Tuesday, September 28, 2010

CNS-derived CCL21 is both sufficient to drive homeostatic CD4+ T cell proliferation and necessary for efficient CD4+ T cell migration

Brain Behav Immun. 2010 Sep 21. [Epub ahead of print]

CNS-derived CCL21 is both sufficient to drive homeostatic CD4+ T cell proliferation and necessary for efficient CD4+ T cell migration into the CNS parenchyma following Toxoplasma gondii infection

Ploix CC, Noor S, Crane J, Masek K, Carter W, Lo DD, Wilson EH, Carson MJ.

Roche Ltd., Basel, Switzerland.

Abstract
Injury, infection and autoimmune triggers increase CNS expression of the chemokine CCL21. Outside the CNS, CCL21 contributes to chronic inflammatory disease and autoimmunity by three mechanisms: recruitment of lymphocytes into injured or infected tissues, organization of inflammatory infiltrates into lymphoid-like structures and promotion of homeostatic CD4+ T-cell proliferation. To test if CCL21 plays the same role in CNS inflammation, we generated transgenic mice with astrocyte-driven expression of CCL21 (GFAP-CCL21 mice). Astrocyte-produced CCL21 was bioavailable and sufficient to support homeostatic CD4+ T-cell proliferation in cervical lymph nodes even in the absence of endogenous CCL19/CCL21. However, lymphocytes and glial-activation were not detected in the brains of uninfected GFAP-CCL21 mice, although CCL21 levels in GFAP-CCL21 brains were higher than levels expressed in inflamed Toxoplasma-infected nontransgenic brains. Following Toxoplasma infection, T-cell extravasation into submeningeal, perivascular and ventricular sites of infected CNS was not CCL21-dependent, occurring even in CCL19/CCL21-deficient mice. However, migration of extravasated CD4+, but not CD8+ T cells from extra-parenchymal CNS sites into the CNS parenchyma was CCL21-dependent. CD4+ T cells preferentially accumulated at perivascular, submeningeal and ventricular spaces in infected CCL21/CCL19-deficient mice. By contrast, greater numbers of CD4+ T cells infiltrated the parenchyma of infected GFAP-CCL21 mice than in wild-type or CCL19/CCL21-deficient mice. Together these data indicate that CCL21 expression within the CNS has the potential to contribute to T cell-mediated CNS pathology via: (a) homeostatic priming of CD4+ T-lymphocytes outside the CNS and (b) by facilitating CD4+ T-cell migration into parenchymal sites following pathogenic insults to the CNS.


Exercise aim
Which lines of the data below include the string "target"? Return each of them.

+++

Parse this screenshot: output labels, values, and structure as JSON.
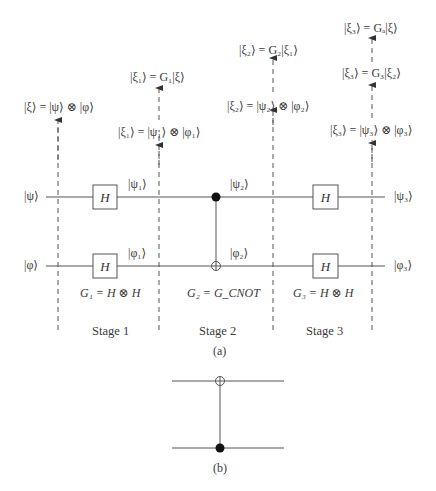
{
  "figure": {
    "part_a": {
      "caption": "(a)",
      "inputs": {
        "top": "|ψ⟩",
        "bottom": "|φ⟩"
      },
      "outputs": {
        "top": "|ψ₃⟩",
        "bottom": "|φ₃⟩"
      },
      "stages": [
        {
          "label": "Stage 1",
          "gate_formula": "G₁ = H ⊗ H",
          "gates": {
            "top": "H",
            "bottom": "H"
          },
          "wire_labels": {
            "top": "|ψ₁⟩",
            "bottom": "|φ₁⟩"
          }
        },
        {
          "label": "Stage 2",
          "gate_formula": "G₂ = G_CNOT",
          "gates": {
            "control": "top",
            "target": "bottom"
          },
          "wire_labels": {
            "top": "|ψ₂⟩",
            "bottom": "|φ₂⟩"
          }
        },
        {
          "label": "Stage 3",
          "gate_formula": "G₃ = H ⊗ H",
          "gates": {
            "top": "H",
            "bottom": "H"
          },
          "wire_labels": {
            "top": "|ψ₃⟩",
            "bottom": "|φ₃⟩"
          }
        }
      ],
      "state_annotations": {
        "stage0": [
          "|ξ⟩ = |ψ⟩ ⊗ |φ⟩"
        ],
        "stage1": [
          "|ξ₁⟩ = |ψ₁⟩ ⊗ |φ₁⟩",
          "|ξ₁⟩ = G₁|ξ⟩"
        ],
        "stage2": [
          "|ξ₂⟩ = |ψ₂⟩ ⊗ |φ₂⟩",
          "|ξ₂⟩ = G₂|ξ₁⟩"
        ],
        "stage3": [
          "|ξ₃⟩ = |ψ₃⟩ ⊗ |φ₃⟩",
          "|ξ₃⟩ = G₃|ξ₂⟩",
          "|ξ₃⟩ = Gₐ|ξ⟩"
        ]
      }
    },
    "part_b": {
      "caption": "(b)",
      "description": "CNOT with control on bottom wire, target on top wire"
    }
  }
}
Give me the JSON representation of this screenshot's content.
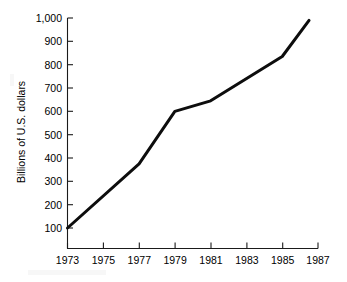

+++

Expected output
            "target": "bottom"
      "description": "CNOT with control on bottom wire, target on top wire"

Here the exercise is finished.